As Ra emerged in the Fifth Dynasty, but later merged with the god Horus, as Ra-Horakhty/Ra-Hoor-Khuit (“Ra, who is Horus of the Two Horizons”), we have ample evidence that Apep (the later addition) was an embellishment that marks the evolution of the Egyptian religion. Or, perhaps, Ra, Osiris, Set, and Apep all had distinct roles as political egregores pertaining to different factions of society that gained and lost control of the Egyptian empire over the expanses of time. So in this paradigm, even the adversary can be against another adversarial entity.

14650135_10153807921465974_589908884730055968_nSet defending Ra-Hoor-Khuit against Apep

If we venture to India and Tibet, the birthplaces of Hinduism (a collection of religious and philosophical schools) and Buddhism (a set of practices meant for achieving direct religious experience), we find no such thing as Heaven and Hell. Nor are Nirvana and Samsara really analogous in the way we can say “Angra Manyu is almost the same as Satan.” But we can find things that bear piece-wise resemblance: there are realms where demons dwell and where the dead go temporarily, such as Naraka, where Yama presides. But in some forms of both Hinduism and Buddhism, these are states of mind, or places on earth. If we go further east, we can find Yomi, the “the shadowy land of the dead” in Shintoism, and we can read about Izanagi-no-Mikoto, who travelled there to be reunited with his dead wife. This bears a vague similarity to the Greek story of Orpheus and Eurydice. Yomi is decoupled from any adversarial figure.

But Buddhism has adversarial figures without an underworld per se. Mara, who bears the most similarities to Choronzon out of any figure we have and will explore, systemically tempts and deceives those on the path to attainment. Usually this is coupled with lustful imagery. Choronzon, dwelling in Da’ath tempts the aspirant passing through the abyss with visions of false attainment and promises of hedonistic gratification that will inevitably turn out to be empty. Da’ath means “Knowledge” but also “Having known in a sexual way” — so in a way, if Choronzon gets you, he will crawl inside your mind and fuck your sanity to death. Choronzon was first made known to the world in the writings of John Dee, and was encountered by Aleister Crowley in his scrying of the 10th Aethyr.

A high-ranking Ordo Templi Orientis officer told me that “Choronzon is the devil in Thelema.” But a high-ranking Temple of Thelema officer told me that “Choronzon is not the devil.” Perhaps this says something of the nature of Choronzon.

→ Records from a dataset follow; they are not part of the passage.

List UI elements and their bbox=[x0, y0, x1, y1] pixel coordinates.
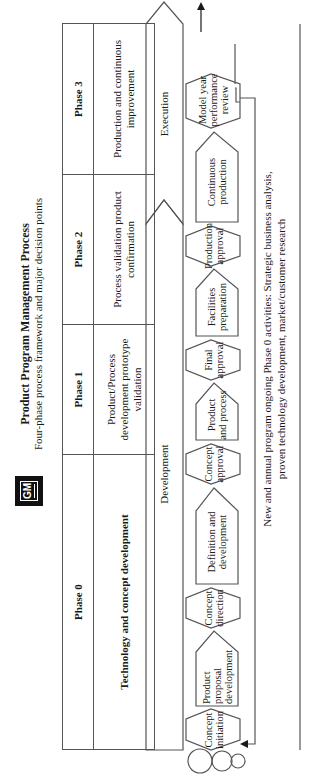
step-concept-approval: Concept approval bbox=[190, 442, 238, 486]
step-final-approval: Final approval bbox=[190, 338, 238, 382]
step-product-process: Product and process bbox=[196, 390, 238, 440]
start-circle-small bbox=[231, 754, 245, 768]
diagram-frame: GM Product Program Management Process Fo… bbox=[0, 0, 314, 774]
start-circle-medium bbox=[212, 751, 232, 771]
step-facilities-preparation: Facilities preparation bbox=[196, 278, 238, 336]
development-label: Development bbox=[158, 354, 170, 594]
step-production-approval: Production approval bbox=[190, 222, 238, 270]
step-continuous-production: Continuous production bbox=[196, 144, 238, 220]
execution-label: Execution bbox=[158, 34, 170, 194]
step-model-year-review: Model year performance review bbox=[186, 72, 240, 128]
step-definition-development: Definition and development bbox=[196, 502, 238, 582]
step-concept-direction: Concept direction bbox=[190, 586, 238, 630]
phase0-note-line1: New and annual program ongoing Phase 0 a… bbox=[260, 114, 274, 584]
start-circle-large bbox=[188, 749, 212, 773]
phase0-note-line2: proven technology development, market/cu… bbox=[274, 114, 288, 584]
step-product-proposal: Product proposal development bbox=[196, 634, 238, 704]
step-concept-initiation: Concept initiation bbox=[190, 708, 238, 752]
feedback-arrowhead bbox=[240, 740, 248, 748]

In both Mara and Choronzon, the adversarial component stands against the individual consciousness, not the transcendental or divine.

The active counterpart to Mara is Yama, or the god of death.

14670737_10153807921660974_8157796084420790124_nA Tibetan depiction of Yamantaka

Here is where it gets interesting. Yama, or death, has its own death: Yamantaka, one of the Eight Wrathful Kings of esoteric Buddhism.

“A holy man was told that if he meditated for the next 50 years, he would achieve enlightenment.

The holy man meditated in a cave for 49 years, 11 months and 29 days, until he was interrupted by two thieves who broke in with a stolen bull.

After beheading the bull in front of the hermit, they ignored his requests to be spared for but a few minutes, and beheaded him as well.

In his near-enlightened fury, this holy man became Yama, the god of Death, took the bull’s head for his own, and killed the two thieves, drinking their blood from cups made of their skulls.
Still enraged, Yama decided to kill everyone in Tibet.

The people of Tibet, fearing for their lives, prayed to the bodhisattva Manjusri, who took up their cause. He transformed himself into Yamantaka, similar to Yama but ten times more powerful and horrific.

In their battle, everywhere Yama turned, he found infinite versions of himself. Manjusri as Yamantaka defeated Yama, and turned him into a protector of Buddhism.”